Last year, drug violence was blamed for the deaths of 78 Mexican soldiers and more than 6,000 civilians.

cnn.com



To: combjelly who wrote (458291)2/21/2009 12:34:17 PM
From: tejek  Read Replies (1) | Respond to of 1574637
 
"You might have a point if Al, RW, maybe CJ and I were the only ones who thought there was a racist undertone to the cartoon."

I thought so when I saw. But, I didn't know about the chimp attack, I rarely read those articles. After they explained it, I thought it was just tasteless. And dumb. If you have to explain it, it clearly didn't work.


And I thought political cartoons were meant to be sarcastic in a way that caused the reader to chuckle.....after all, its a cartoon. Even if the intent was the chimp attack in CT, it is as you say tasteless and not even remotely funny.

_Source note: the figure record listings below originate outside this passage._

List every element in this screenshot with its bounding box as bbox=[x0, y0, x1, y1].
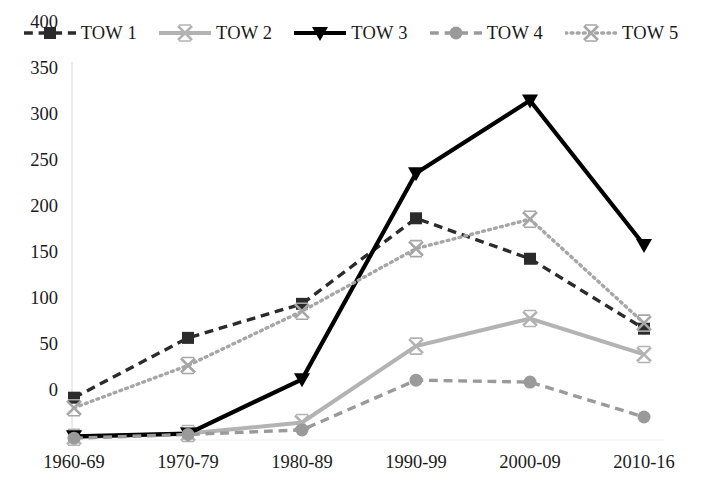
marker-circle bbox=[296, 423, 309, 436]
y-tick-label: 100 bbox=[14, 288, 58, 309]
legend-marker bbox=[449, 27, 462, 40]
legend-item-label: TOW 1 bbox=[81, 23, 137, 44]
legend-item-label: TOW 3 bbox=[351, 23, 407, 44]
legend-item-label: TOW 4 bbox=[487, 23, 543, 44]
data-point bbox=[409, 241, 423, 257]
y-axis-labels: 400350300250200150100500 bbox=[14, 0, 58, 400]
series-line bbox=[74, 319, 644, 438]
x-tick-label: 1990-99 bbox=[385, 452, 447, 473]
marker-triangle-down bbox=[636, 239, 652, 253]
legend-item-tow-5[interactable]: TOW 5 bbox=[565, 23, 678, 44]
x-tick-label: 2010-16 bbox=[613, 452, 675, 473]
legend-item-label: TOW 2 bbox=[216, 23, 272, 44]
y-tick-label: 0 bbox=[14, 380, 58, 401]
data-point bbox=[524, 376, 537, 389]
marker-circle bbox=[449, 27, 462, 40]
chart-svg bbox=[0, 50, 702, 450]
legend-key-swatch bbox=[294, 24, 346, 42]
y-tick-label: 300 bbox=[14, 104, 58, 125]
marker-square bbox=[524, 253, 536, 265]
legend-key-swatch bbox=[430, 24, 482, 42]
data-point bbox=[410, 374, 423, 387]
y-tick-label: 150 bbox=[14, 242, 58, 263]
y-tick-label: 350 bbox=[14, 58, 58, 79]
marker-square bbox=[182, 332, 194, 344]
data-point bbox=[182, 332, 194, 344]
y-tick-label: 250 bbox=[14, 150, 58, 171]
marker-circle bbox=[410, 374, 423, 387]
data-point bbox=[68, 432, 81, 445]
legend-item-tow-3[interactable]: TOW 3 bbox=[294, 23, 407, 44]
legend-item-label: TOW 5 bbox=[622, 23, 678, 44]
y-tick-label: 50 bbox=[14, 334, 58, 355]
legend-key-swatch bbox=[565, 24, 617, 42]
chart-legend: TOW 1TOW 2TOW 3TOW 4TOW 5 bbox=[0, 16, 702, 50]
data-point bbox=[181, 357, 195, 373]
legend-key-icon bbox=[565, 24, 617, 42]
legend-key-swatch bbox=[159, 24, 211, 42]
x-tick-label: 1980-89 bbox=[271, 452, 333, 473]
data-point bbox=[638, 411, 651, 424]
data-point bbox=[636, 239, 652, 253]
marker-circle bbox=[182, 428, 195, 441]
marker-circle bbox=[638, 411, 651, 424]
series-line bbox=[74, 380, 644, 438]
chart-plot-area bbox=[0, 50, 702, 450]
x-tick-label: 2000-09 bbox=[499, 452, 561, 473]
chart-screenshot: TOW 1TOW 2TOW 3TOW 4TOW 5 40035030025020… bbox=[0, 0, 702, 499]
y-tick-label: 400 bbox=[14, 12, 58, 33]
legend-key-icon bbox=[430, 24, 482, 42]
x-tick-label: 1960-69 bbox=[43, 452, 105, 473]
data-point bbox=[296, 423, 309, 436]
marker-x bbox=[181, 358, 195, 372]
legend-key-icon bbox=[159, 24, 211, 42]
x-axis-labels: 1960-691970-791980-891990-992000-092010-… bbox=[0, 452, 702, 492]
legend-key-icon bbox=[294, 24, 346, 42]
series-line bbox=[74, 219, 644, 408]
marker-x bbox=[409, 242, 423, 256]
legend-item-tow-2[interactable]: TOW 2 bbox=[159, 23, 272, 44]
y-tick-label: 200 bbox=[14, 196, 58, 217]
data-point bbox=[410, 212, 422, 224]
legend-item-tow-4[interactable]: TOW 4 bbox=[430, 23, 543, 44]
marker-circle bbox=[68, 432, 81, 445]
x-tick-label: 1970-79 bbox=[157, 452, 219, 473]
series-tow-1 bbox=[68, 212, 650, 403]
data-point bbox=[524, 253, 536, 265]
marker-circle bbox=[524, 376, 537, 389]
marker-square bbox=[410, 212, 422, 224]
data-point bbox=[182, 428, 195, 441]
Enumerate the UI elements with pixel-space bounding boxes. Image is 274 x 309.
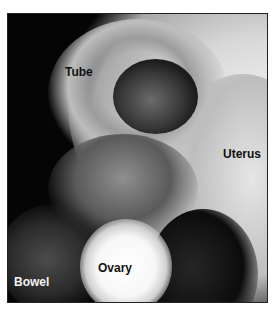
label-uterus: Uterus [223, 148, 261, 160]
label-tube: Tube [65, 66, 93, 78]
image-frame: Tube Uterus Ovary Bowel [7, 13, 268, 303]
label-ovary: Ovary [98, 262, 132, 274]
tube-opening [113, 59, 198, 134]
label-bowel: Bowel [14, 276, 49, 288]
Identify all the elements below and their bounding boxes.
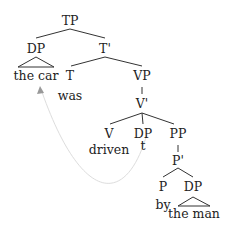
node-dp-subject: DP	[27, 43, 45, 56]
node-t-bar: T'	[99, 43, 111, 56]
syntax-tree-diagram: TP DP the car T' T was VP V' V driven DP…	[0, 0, 232, 231]
arrowhead-icon	[37, 86, 44, 94]
node-p-bar: P'	[172, 155, 184, 168]
node-tp: TP	[62, 15, 79, 28]
node-v: V	[104, 128, 113, 141]
trace: t	[140, 140, 145, 153]
subject-words: the car	[14, 70, 59, 83]
node-p: P	[159, 181, 167, 194]
by-words: the man	[168, 208, 220, 221]
node-pp: PP	[170, 128, 187, 141]
node-t: T	[66, 70, 74, 83]
v-word: driven	[89, 144, 130, 157]
node-dp-by: DP	[184, 181, 202, 194]
node-v-bar: V'	[136, 98, 148, 111]
node-vp: VP	[133, 70, 150, 83]
t-word: was	[58, 90, 83, 103]
tree-branches	[0, 0, 232, 231]
movement-arrow	[42, 92, 147, 183]
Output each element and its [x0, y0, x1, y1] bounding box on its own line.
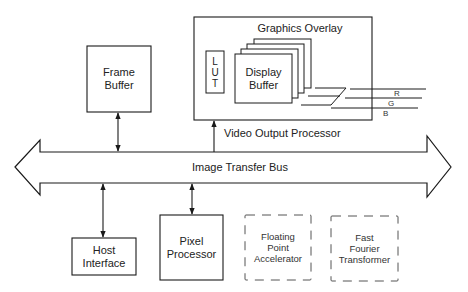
frame-buffer-label: Frame Buffer: [87, 46, 151, 112]
pixel-processor-line-1: Pixel: [180, 235, 204, 248]
lut-letter-l: L: [212, 56, 218, 67]
output-b-label: B: [383, 109, 388, 118]
fast-fourier-transformer-label: Fast Fourier Transformer: [331, 216, 398, 281]
graphics-overlay-label: Graphics Overlay: [244, 22, 356, 35]
video-output-processor-label: Video Output Processor: [224, 127, 354, 140]
image-transfer-bus-label: Image Transfer Bus: [170, 161, 310, 174]
fpa-line-1: Floating: [261, 231, 295, 242]
fpa-line-2: Point: [267, 242, 289, 253]
floating-point-accelerator-label: Floating Point Accelerator: [245, 215, 311, 280]
fpa-line-3: Accelerator: [254, 253, 302, 264]
pixel-processor-label: Pixel Processor: [160, 215, 223, 280]
lut-letter-t: T: [212, 78, 218, 89]
fft-line-1: Fast: [355, 232, 373, 243]
output-g-label: G: [388, 99, 394, 108]
display-buffer-label: Display Buffer: [235, 54, 292, 103]
display-buffer-line-2: Buffer: [249, 79, 278, 92]
display-buffer-line-1: Display: [245, 66, 281, 79]
host-interface-line-1: Host: [93, 244, 116, 257]
lut-label: L U T: [206, 51, 224, 93]
host-interface-line-2: Interface: [83, 257, 126, 270]
fft-line-3: Transformer: [339, 254, 390, 265]
lut-letter-u: U: [211, 67, 218, 78]
host-interface-label: Host Interface: [72, 238, 136, 275]
fft-line-2: Fourier: [349, 243, 379, 254]
frame-buffer-line-2: Buffer: [104, 79, 133, 92]
pixel-processor-line-2: Processor: [167, 248, 217, 261]
output-r-label: R: [394, 89, 400, 98]
frame-buffer-line-1: Frame: [103, 66, 135, 79]
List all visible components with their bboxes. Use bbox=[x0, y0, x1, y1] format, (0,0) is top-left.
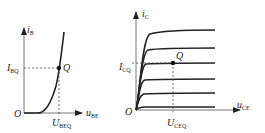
q-label-right: Q bbox=[176, 50, 184, 61]
icq-label: ICQ bbox=[118, 61, 131, 73]
origin-label-right: O bbox=[125, 106, 132, 117]
ib-axis-label: iB bbox=[27, 24, 34, 36]
uceq-label: UCEQ bbox=[167, 117, 187, 129]
bjt-characteristics-diagram: iB uBE O Q IBQ UBEQ iC uCE O Q ICQ UCEQ bbox=[0, 0, 265, 133]
q-label-left: Q bbox=[63, 62, 71, 73]
ube-axis-label: uBE bbox=[86, 107, 99, 119]
output-characteristic-plot: iC uCE O Q ICQ UCEQ bbox=[118, 8, 250, 129]
input-characteristic-plot: iB uBE O Q IBQ UBEQ bbox=[6, 24, 99, 129]
q-point-dot-right bbox=[171, 61, 175, 65]
output-curves bbox=[136, 30, 215, 110]
ibq-label: IBQ bbox=[6, 62, 19, 74]
uce-axis-label: uCE bbox=[237, 99, 250, 111]
output-curve-3 bbox=[136, 63, 215, 110]
output-curve-4 bbox=[136, 79, 215, 110]
origin-label-left: O bbox=[14, 108, 21, 119]
input-curve bbox=[24, 32, 64, 113]
output-curve-1 bbox=[136, 30, 215, 110]
ic-axis-label: iC bbox=[142, 8, 149, 20]
q-point-dot bbox=[57, 66, 61, 70]
ubeq-label: UBEQ bbox=[52, 117, 72, 129]
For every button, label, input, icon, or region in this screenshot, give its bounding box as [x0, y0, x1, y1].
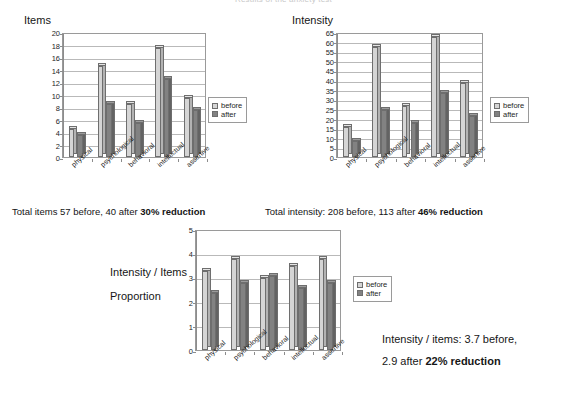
- bar-top-face: [77, 132, 86, 135]
- bar-top-face: [381, 107, 390, 110]
- bar-psychological-before: [98, 63, 107, 157]
- bar-top-face: [135, 120, 144, 123]
- legend-swatch-after-icon: [212, 111, 218, 117]
- bar-psychological-before: [372, 44, 381, 157]
- bar-top-face: [240, 280, 249, 283]
- legend-label-before: before: [503, 102, 524, 110]
- gridline: [63, 71, 205, 72]
- bar-front-face: [184, 98, 190, 158]
- bar-intellectual-before: [289, 263, 298, 350]
- y-axis-tick-label: 10: [326, 136, 334, 144]
- bar-side-face: [169, 76, 172, 154]
- legend-swatch-before-icon: [212, 103, 218, 109]
- bar-top-face: [343, 124, 352, 127]
- y-axis-tick-label: 12: [52, 80, 60, 88]
- bar-side-face: [246, 280, 249, 347]
- bar-top-face: [372, 44, 381, 47]
- summary-intensity: Total intensity: 208 before, 113 after 4…: [265, 206, 483, 217]
- bar-top-face: [69, 126, 78, 129]
- bar-top-face: [184, 95, 193, 98]
- legend-swatch-before-icon: [494, 103, 500, 109]
- gridline: [63, 59, 205, 60]
- bar-psychological-after: [240, 280, 249, 350]
- bar-front-face: [327, 283, 333, 350]
- bar-top-face: [440, 90, 449, 93]
- bar-top-face: [402, 103, 411, 106]
- bar-front-face: [440, 93, 446, 157]
- y-axis-tick-label: 20: [52, 30, 60, 38]
- bar-front-face: [431, 37, 437, 157]
- y-axis-line: [63, 34, 64, 157]
- legend-label-after: after: [503, 111, 518, 119]
- bar-side-face: [304, 285, 307, 347]
- bar-front-face: [402, 106, 408, 157]
- x-axis-tick-mark: [484, 159, 485, 162]
- legend-label-before: before: [366, 281, 387, 289]
- bar-top-face: [106, 101, 115, 104]
- proportion-note-line2: 2.9 after 22% reduction: [382, 355, 501, 367]
- bar-front-face: [269, 276, 275, 350]
- y-axis-tick-label: 15: [326, 126, 334, 134]
- bar-top-face: [327, 280, 336, 283]
- x-axis-tick-mark: [178, 159, 179, 162]
- x-axis-tick-mark: [455, 159, 456, 162]
- chart-proportion-title-line2: Proportion: [110, 290, 161, 302]
- chart-intensity-legend: before after: [490, 97, 529, 123]
- y-axis-tick-mark: [60, 159, 63, 160]
- legend-label-after: after: [221, 111, 236, 119]
- bar-assertive-before: [184, 95, 193, 158]
- gridline: [63, 46, 205, 47]
- proportion-note-reduction: 22% reduction: [425, 355, 500, 367]
- bar-front-face: [164, 79, 170, 157]
- chart-intensity-plot-area: 05101520253035404550556065: [336, 33, 483, 158]
- legend-row-before: before: [494, 102, 524, 110]
- y-axis-tick-label: 14: [52, 68, 60, 76]
- bar-top-face: [469, 113, 478, 116]
- y-axis-tick-label: 55: [326, 49, 334, 57]
- x-axis-tick-mark: [342, 352, 343, 355]
- chart-proportion: Intensity / Items Proportion 012345 befo…: [110, 228, 410, 404]
- legend-label-after: after: [366, 290, 381, 298]
- legend-swatch-after-icon: [357, 290, 363, 296]
- x-axis-tick-mark: [254, 352, 255, 355]
- chart-items: Items 02468101214161820 before after phy…: [0, 14, 250, 204]
- y-axis-tick-label: 60: [326, 40, 334, 48]
- chart-intensity-title: Intensity: [292, 14, 333, 26]
- legend-row-after: after: [212, 111, 242, 119]
- proportion-note-line1: Intensity / items: 3.7 before,: [382, 333, 517, 345]
- bar-top-face: [269, 273, 278, 276]
- bar-front-face: [211, 293, 217, 351]
- bar-front-face: [240, 283, 246, 350]
- bar-front-face: [202, 271, 208, 350]
- y-axis-tick-label: 10: [52, 93, 60, 101]
- x-axis-tick-mark: [207, 159, 208, 162]
- x-axis-tick-mark: [92, 159, 93, 162]
- bar-side-face: [112, 101, 115, 154]
- x-axis-tick-mark: [366, 159, 367, 162]
- bar-behavioral-before: [126, 101, 135, 157]
- summary-intensity-reduction: 46% reduction: [418, 206, 483, 217]
- bar-top-face: [319, 256, 328, 259]
- bar-intellectual-after: [440, 90, 449, 157]
- chart-items-title: Items: [24, 14, 51, 26]
- bar-front-face: [372, 47, 378, 157]
- gridline: [337, 72, 482, 73]
- y-axis-tick-label: 16: [52, 55, 60, 63]
- bar-front-face: [69, 129, 75, 157]
- y-axis-tick-label: 40: [326, 78, 334, 86]
- legend-label-before: before: [221, 102, 242, 110]
- y-axis-tick-label: 45: [326, 69, 334, 77]
- summary-items-text: Total items 57 before, 40 after: [12, 206, 138, 217]
- y-axis-tick-label: 50: [326, 59, 334, 67]
- x-axis-tick-mark: [284, 352, 285, 355]
- bar-front-face: [289, 266, 295, 350]
- page-title: Results of the anxiety test: [0, 0, 567, 4]
- y-axis-tick-mark: [334, 159, 337, 160]
- x-axis-tick-mark: [149, 159, 150, 162]
- x-axis-tick-mark: [225, 352, 226, 355]
- legend-row-after: after: [357, 290, 387, 298]
- legend-row-before: before: [212, 102, 242, 110]
- y-axis-tick-label: 65: [326, 30, 334, 38]
- bar-top-face: [298, 285, 307, 288]
- bar-physical-before: [69, 126, 78, 157]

To: combjelly who wrote (458291)2/21/2009 7:43:59 PM
From: michael97123  Read Replies (2) | Respond to of 1574637
 
dumb cartoon for sure. What sharpton and now the naacp are doing in NY is shameless and causing harm to what are pretty good race relations in NYC and for no apparent reason beyond personal and organizational aggrandizement. Obama needs to say something. You dont have to be a Fox fan to see the slippery slope here---mob rule is what it is being attempted (again) by sharpton and his cronies.